"Remember your past but keep it living in the future", said the reggae veteran Burning Spear; the quote re-appears on the cover of Uprising, the new album by Poland's self-styled "hard-core folk" specialists, Warsaw Village Band. What's more, they manage to do just that.
Here is a young band who base their music on traditional Polish folk songs but have created that a fresh, unexpected and contemporary acoustic style that includes both edgy, attacking songs and at times startlingly experimental settings.
The band is built around three female singers and instrumentalists, and the show started with the elfin-like Maja Kleszcz alone on stage, singing and playing cello. She was then joined by a rousing violinist Sylwia Swiatkowska and a percussive dulcimer player, Magdalena Sobczak, and the trio launched into urgent, attacking and at times spine-chilling three-part harmony work. They in turn were backed by three male musicians, one playing the bodhran-like baraban drum, another looking like a busker with a frame drum, cymbal and triangle suspended in front of him, and the third a dreadlocked violinist. They were all dressed in designer rustic hippy gear, but there was nothing quaint about the music.

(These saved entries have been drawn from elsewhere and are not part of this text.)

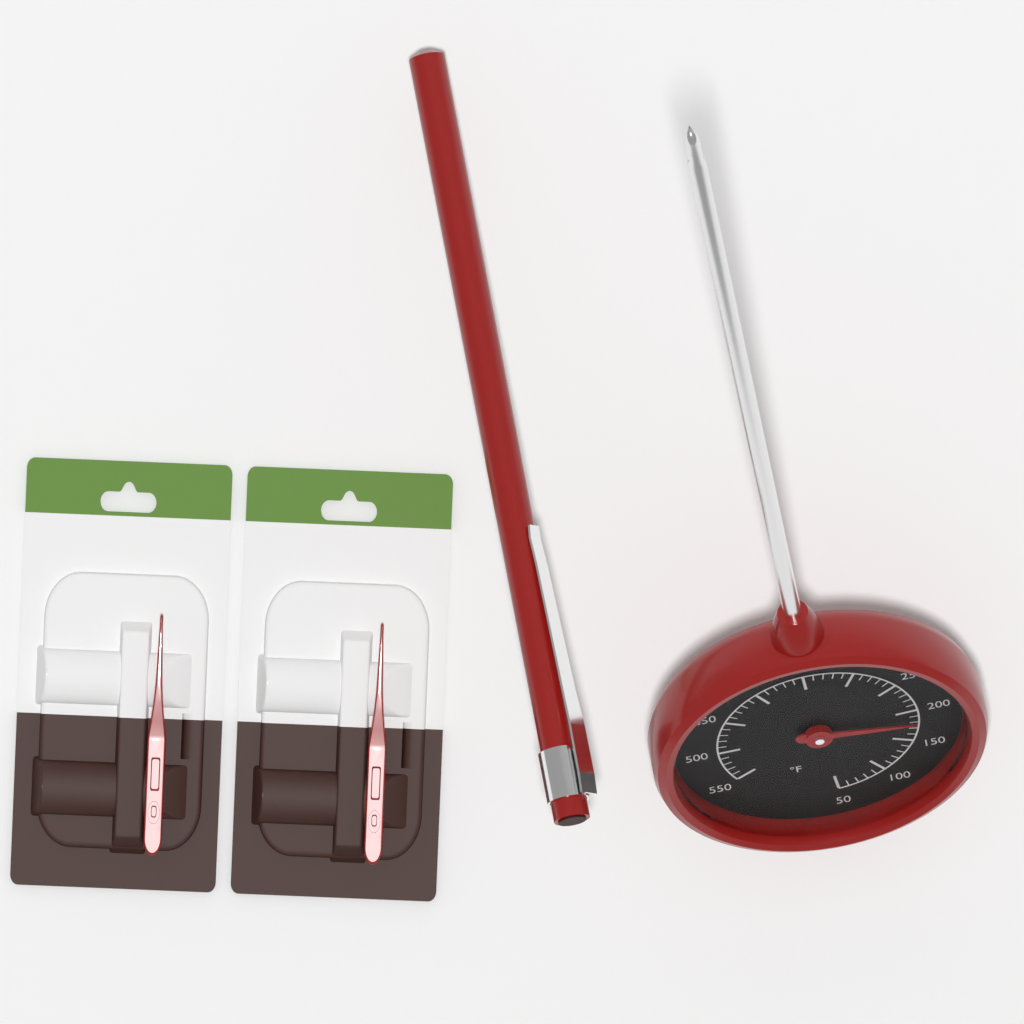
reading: 180 °F
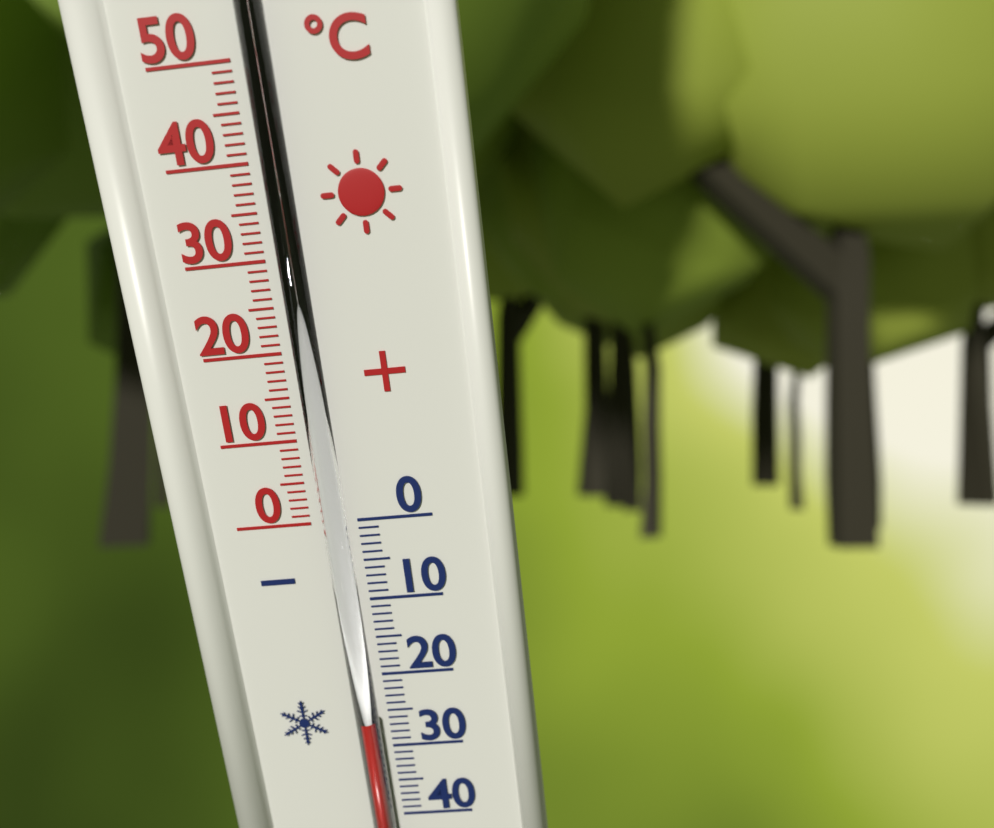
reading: -25 °C
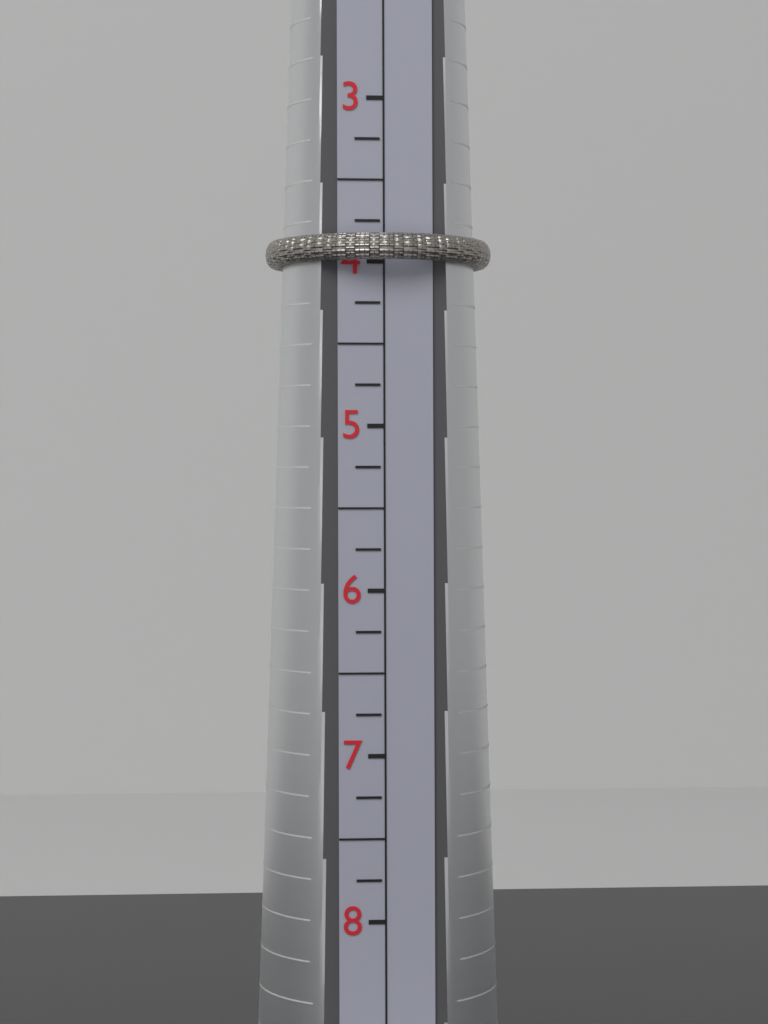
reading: 4.00 (no unit)
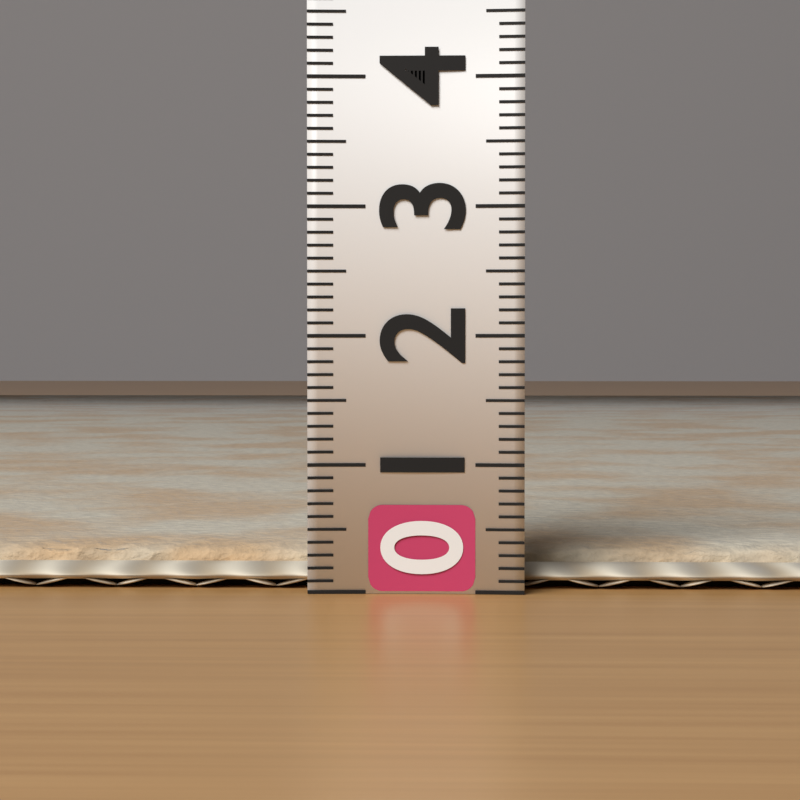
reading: 0.3 (no unit)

They constantly changed direction, from passages of drifting strings and dulcimer through to taut, bleak and sturdy songs like Woman In Hell or the upbeat, rhythmic In The Forest, which sounded suitably contemporary even without the techno and scratching effects that appear on the album version. Then there was a polka dance work-out (described as "not commercial polka but old school hard-core roots polka"), and even a burst of "Polish blues", with minimal violin and drums providing an insistent, slinky rhythmic backing for another good vocal work-out. There were, of course, echoes of old Polish folk songs, as when Swiatkowska demonstrated the traditional violin, the plock fidel, but even here her playing veered off into the unexpected and experimental.
At the end of their South Bank show they were greeted with a standing ovation. This is new European music that deserves a far wider audience.